Bethany (enforcement staff) reported that during quarter 4 (April 1–June 30) the office received 45 complaints (a 9% decrease from the prior fourth quarter), assigned 44 desk investigations and completed 30, and closed 35 investigations in the quarter. She said average processing time for desk investigations was 91 days and that 77 desk investigations were pending in June. Field investigations were fewer: three assigned and seven completed in the quarter, with the field investigations averaging "3 41 days" in the transcript (staff characterized this as a marked decrease versus the prior year for that category). Bethany said the overall average days to complete all investigations was 204 days, a substantial increase over prior-year averages, and attributed much of the backlog to a desk-investigation staff vacancy that lasted more than six months.

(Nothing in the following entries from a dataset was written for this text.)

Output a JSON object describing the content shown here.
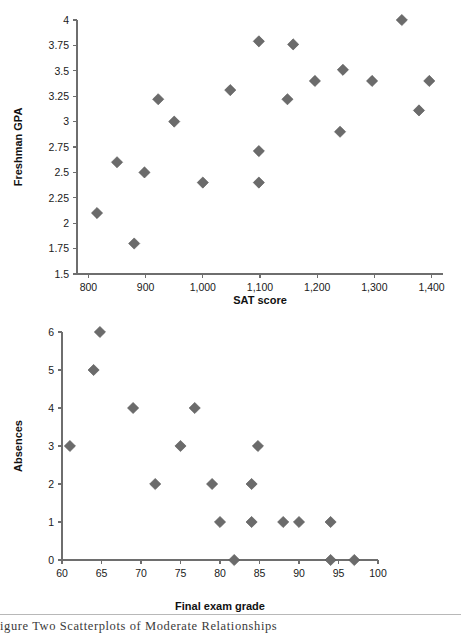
{
  "figure": {
    "caption": "igure   Two Scatterplots of Moderate Relationships",
    "marker_color": "#6b6b6b",
    "axis_color": "#6e6e6e",
    "background": "#ffffff"
  },
  "chart_data": [
    {
      "type": "scatter",
      "id": "gpa-vs-sat",
      "title": "",
      "xlabel": "SAT score",
      "ylabel": "Freshman GPA",
      "xlim": [
        780,
        1420
      ],
      "ylim": [
        1.5,
        4
      ],
      "xticks": [
        800,
        900,
        1000,
        1100,
        1200,
        1300,
        1400
      ],
      "xticklabels": [
        "800",
        "900",
        "1,000",
        "1,100",
        "1,200",
        "1,300",
        "1,400"
      ],
      "yticks": [
        1.5,
        1.75,
        2,
        2.25,
        2.5,
        2.75,
        3,
        3.25,
        3.5,
        3.75,
        4
      ],
      "yticklabels": [
        "1.5",
        "1.75",
        "2",
        "2.25",
        "2.5",
        "2.75",
        "3",
        "3.25",
        "3.5",
        "3.75",
        "4"
      ],
      "grid": false,
      "legend": null,
      "points": [
        {
          "x": 815,
          "y": 2.1
        },
        {
          "x": 850,
          "y": 2.6
        },
        {
          "x": 880,
          "y": 1.8
        },
        {
          "x": 898,
          "y": 2.5
        },
        {
          "x": 922,
          "y": 3.22
        },
        {
          "x": 950,
          "y": 3.0
        },
        {
          "x": 1000,
          "y": 2.4
        },
        {
          "x": 1048,
          "y": 3.31
        },
        {
          "x": 1098,
          "y": 2.4
        },
        {
          "x": 1098,
          "y": 2.71
        },
        {
          "x": 1098,
          "y": 3.79
        },
        {
          "x": 1148,
          "y": 3.22
        },
        {
          "x": 1158,
          "y": 3.76
        },
        {
          "x": 1196,
          "y": 3.4
        },
        {
          "x": 1240,
          "y": 2.9
        },
        {
          "x": 1245,
          "y": 3.51
        },
        {
          "x": 1296,
          "y": 3.4
        },
        {
          "x": 1348,
          "y": 4.0
        },
        {
          "x": 1378,
          "y": 3.11
        },
        {
          "x": 1396,
          "y": 3.4
        }
      ]
    },
    {
      "type": "scatter",
      "id": "absences-vs-final-exam",
      "title": "",
      "xlabel": "Final exam grade",
      "ylabel": "Absences",
      "xlim": [
        60,
        100
      ],
      "ylim": [
        0,
        6
      ],
      "xticks": [
        60,
        65,
        70,
        75,
        80,
        85,
        90,
        95,
        100
      ],
      "xticklabels": [
        "60",
        "65",
        "70",
        "75",
        "80",
        "85",
        "90",
        "95",
        "100"
      ],
      "yticks": [
        0,
        1,
        2,
        3,
        4,
        5,
        6
      ],
      "yticklabels": [
        "0",
        "1",
        "2",
        "3",
        "4",
        "5",
        "6"
      ],
      "grid": false,
      "legend": null,
      "points": [
        {
          "x": 61,
          "y": 3
        },
        {
          "x": 64,
          "y": 5
        },
        {
          "x": 64.8,
          "y": 6
        },
        {
          "x": 69,
          "y": 4
        },
        {
          "x": 71.8,
          "y": 2
        },
        {
          "x": 75,
          "y": 3
        },
        {
          "x": 76.8,
          "y": 4
        },
        {
          "x": 79,
          "y": 2
        },
        {
          "x": 80,
          "y": 1
        },
        {
          "x": 81.8,
          "y": 0
        },
        {
          "x": 84,
          "y": 2
        },
        {
          "x": 84,
          "y": 1
        },
        {
          "x": 84.8,
          "y": 3
        },
        {
          "x": 88,
          "y": 1
        },
        {
          "x": 90,
          "y": 1
        },
        {
          "x": 94,
          "y": 1
        },
        {
          "x": 94,
          "y": 0
        },
        {
          "x": 97,
          "y": 0
        }
      ]
    }
  ]
}
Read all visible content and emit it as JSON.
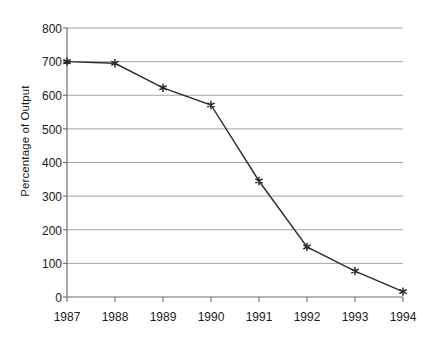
{
  "chart_data": {
    "type": "line",
    "title": "",
    "xlabel": "",
    "ylabel": "Percentage of Output",
    "categories": [
      "1987",
      "1988",
      "1989",
      "1990",
      "1991",
      "1992",
      "1993",
      "1994"
    ],
    "x": [
      1987,
      1988,
      1989,
      1990,
      1991,
      1992,
      1993,
      1994
    ],
    "values": [
      700,
      695,
      622,
      571,
      345,
      149,
      77,
      16
    ],
    "series": [
      {
        "name": "Percentage of Output",
        "values": [
          700,
          695,
          622,
          571,
          345,
          149,
          77,
          16
        ]
      }
    ],
    "ylim": [
      0,
      800
    ],
    "ytick_labels": [
      "0",
      "100",
      "200",
      "300",
      "400",
      "500",
      "600",
      "700",
      "800"
    ],
    "ytick_values": [
      0,
      100,
      200,
      300,
      400,
      500,
      600,
      700,
      800
    ],
    "xtick_labels": [
      "1987",
      "1988",
      "1989",
      "1990",
      "1991",
      "1992",
      "1993",
      "1994"
    ],
    "grid": true,
    "grid_axis": "y",
    "legend": false,
    "legend_position": "none",
    "marker": "star",
    "line_color": "#2b2b2b",
    "grid_color": "#9a9a9a",
    "axis_color": "#6e6e6e",
    "text_color": "#1a1a1a",
    "background_color": "#ffffff"
  }
}
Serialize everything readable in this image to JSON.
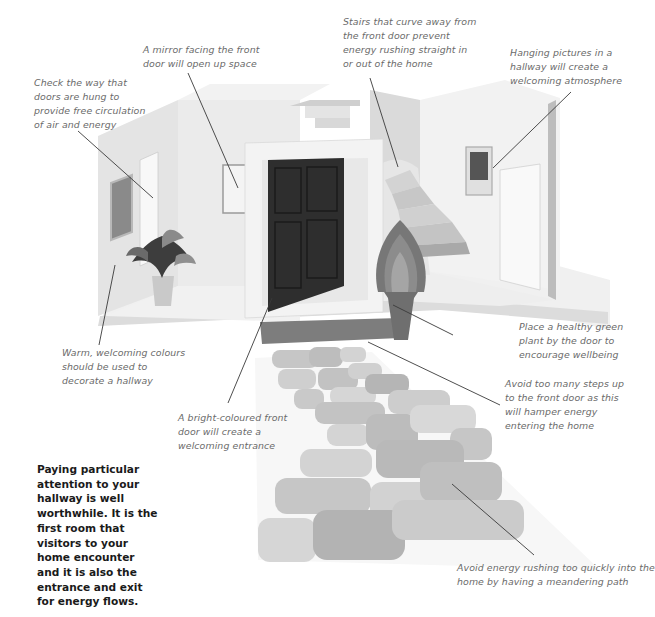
{
  "diagram": {
    "intro_text": [
      "Paying particular",
      "attention to your",
      "hallway is well",
      "worthwhile. It is the",
      "first room that",
      "visitors to your",
      "home encounter",
      "and it is also the",
      "entrance and exit",
      "for energy flows."
    ],
    "annotations": {
      "mirror": [
        "A mirror facing the front",
        "door will open up space"
      ],
      "doors_hung": [
        "Check the way that",
        "doors are hung to",
        "provide free circulation",
        "of air and energy"
      ],
      "stairs": [
        "Stairs that curve away from",
        "the front door prevent",
        "energy rushing straight in",
        "or out of the home"
      ],
      "pictures": [
        "Hanging pictures in a",
        "hallway will create a",
        "welcoming atmosphere"
      ],
      "colours": [
        "Warm, welcoming colours",
        "should be used to",
        "decorate a hallway"
      ],
      "plant": [
        "Place a healthy green",
        "plant by the door to",
        "encourage wellbeing"
      ],
      "steps": [
        "Avoid too many steps up",
        "to the front door as this",
        "will hamper energy",
        "entering the home"
      ],
      "front_door": [
        "A bright-coloured front",
        "door will create a",
        "welcoming entrance"
      ],
      "path": [
        "Avoid energy rushing too quickly into the",
        "home by having a meandering path"
      ]
    },
    "colors": {
      "wall": "#e9e9e9",
      "wall_shade": "#d2d2d2",
      "floor": "#eeeeee",
      "door": "#2e2e2e",
      "plant_outer": "#777777",
      "plant_mid": "#8c8c8c",
      "plant_inner": "#a5a5a5",
      "pot": "#6f6f6f",
      "step": "#7a7a7a",
      "stone_light": "#cfcfcf",
      "stone_mid": "#bdbdbd",
      "stone_dark": "#adadad",
      "leader_line": "#3a3a3a",
      "note_text": "#6a6a6a",
      "intro_text": "#1a1a1a"
    }
  }
}
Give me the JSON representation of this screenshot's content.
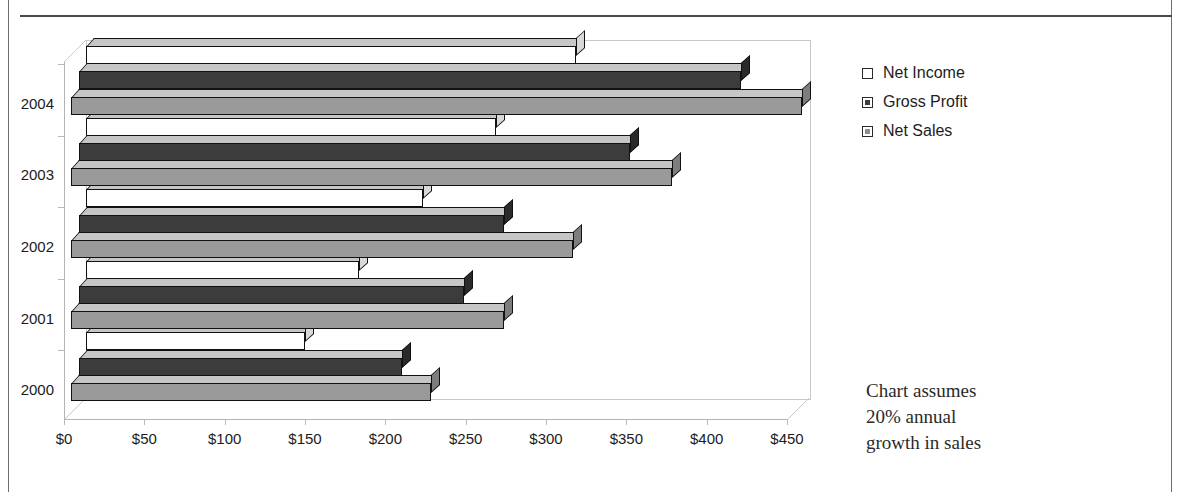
{
  "chart_data": {
    "type": "bar",
    "orientation": "horizontal",
    "grouped_3d": true,
    "title": "",
    "xlabel": "",
    "ylabel": "",
    "categories": [
      "2000",
      "2001",
      "2002",
      "2003",
      "2004"
    ],
    "series": [
      {
        "name": "Net Income",
        "values": [
          136,
          170,
          210,
          255,
          305
        ],
        "color": "#ffffff"
      },
      {
        "name": "Gross Profit",
        "values": [
          201,
          240,
          265,
          343,
          412
        ],
        "color": "#3c3c3c"
      },
      {
        "name": "Net Sales",
        "values": [
          224,
          269,
          312,
          374,
          455
        ],
        "color": "#9a9a9a"
      }
    ],
    "xlim": [
      0,
      450
    ],
    "xticks": [
      0,
      50,
      100,
      150,
      200,
      250,
      300,
      350,
      400,
      450
    ],
    "xtick_labels": [
      "$0",
      "$50",
      "$100",
      "$150",
      "$200",
      "$250",
      "$300",
      "$350",
      "$400",
      "$450"
    ],
    "grid": false,
    "legend_position": "right-top",
    "annotation": "Chart assumes 20% annual growth in sales"
  },
  "legend": {
    "items": [
      {
        "label": "Net Income",
        "key": "ni"
      },
      {
        "label": "Gross Profit",
        "key": "gp"
      },
      {
        "label": "Net Sales",
        "key": "ns"
      }
    ]
  },
  "annotation": {
    "line1": "Chart assumes",
    "line2": "20% annual",
    "line3": "growth in sales"
  },
  "axis": {
    "x_labels": [
      "$0",
      "$50",
      "$100",
      "$150",
      "$200",
      "$250",
      "$300",
      "$350",
      "$400",
      "$450"
    ],
    "y_labels": [
      "2004",
      "2003",
      "2002",
      "2001",
      "2000"
    ]
  }
}
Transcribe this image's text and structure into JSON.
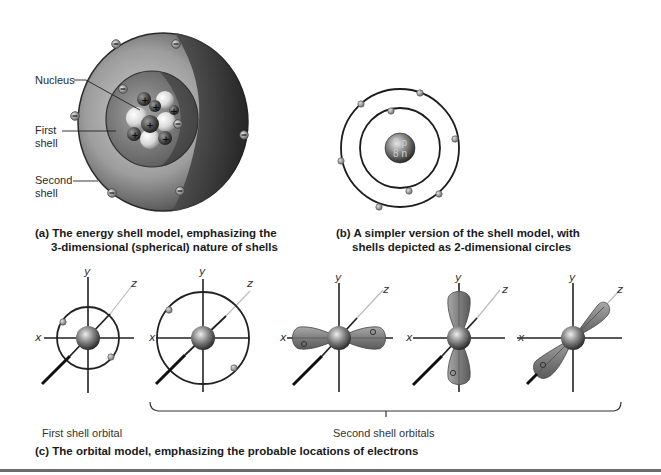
{
  "figure": {
    "panel_a": {
      "caption_letter": "(a)",
      "caption_line1": "The energy shell model, emphasizing the",
      "caption_line2": "3-dimensional (spherical) nature of shells",
      "labels": {
        "nucleus": "Nucleus",
        "first_shell_1": "First",
        "first_shell_2": "shell",
        "second_shell_1": "Second",
        "second_shell_2": "shell"
      },
      "electron_symbol": "−",
      "proton_symbol": "+",
      "electrons_shown": 9,
      "protons_shown": 6
    },
    "panel_b": {
      "caption_letter": "(b)",
      "caption_line1": "A simpler version of the shell model, with",
      "caption_line2": "shells depicted as 2-dimensional  circles",
      "nucleus_protons": "8 p",
      "nucleus_neutrons": "8 n",
      "inner_shell_electrons": 2,
      "outer_shell_electrons": 6
    },
    "panel_c": {
      "caption_letter": "(c)",
      "caption_text": "The orbital model, emphasizing the probable locations of electrons",
      "first_shell_label": "First shell orbital",
      "second_shell_label": "Second shell orbitals",
      "axes": {
        "x": "x",
        "y": "y",
        "z": "z"
      },
      "orbitals": [
        {
          "name": "1s",
          "type": "sphere"
        },
        {
          "name": "2s",
          "type": "sphere"
        },
        {
          "name": "2px",
          "type": "dumbbell-x"
        },
        {
          "name": "2py",
          "type": "dumbbell-y"
        },
        {
          "name": "2pz",
          "type": "dumbbell-z"
        }
      ]
    },
    "colors": {
      "line": "#1a1a1a",
      "lobe": "#8a8a8a",
      "electron": "#9a9a9a",
      "nucleus": "#555555",
      "rule": "#6b6b6b"
    }
  }
}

On disciplinary outcomes and referrals to the Attorney General, staff said 15 disciplinary cases were initiated through the AG's office (an increase from prior year) and eight final orders were issued during the fiscal year compared with five the prior year. For quarter 4 there was one final order that went into effect; staff noted they expect a larger number of citations in upcoming reports due to continuing medical-education audit failures.

Bethany also provided cost-recovery figures: between April 1 and June 30 the board recovered $58,014.14 in cost recovery payments and $9,329.30 in probation-monitoring payments for a quarter-total of $67,343.44; for the full fiscal year the board recovered $257,189.04.

Board members asked for updates on the two longest-open cases; staff said one awaited a scheduled hearing and the other was completing criminal proceedings. Members recommended continued monitoring and follow up with the Attorney General's Office to move older matters toward resolution.

Next steps: staff will continue to provide case-aging updates and anticipates reporting on citation increases tied to licensing/CME audits in the next quarterly report.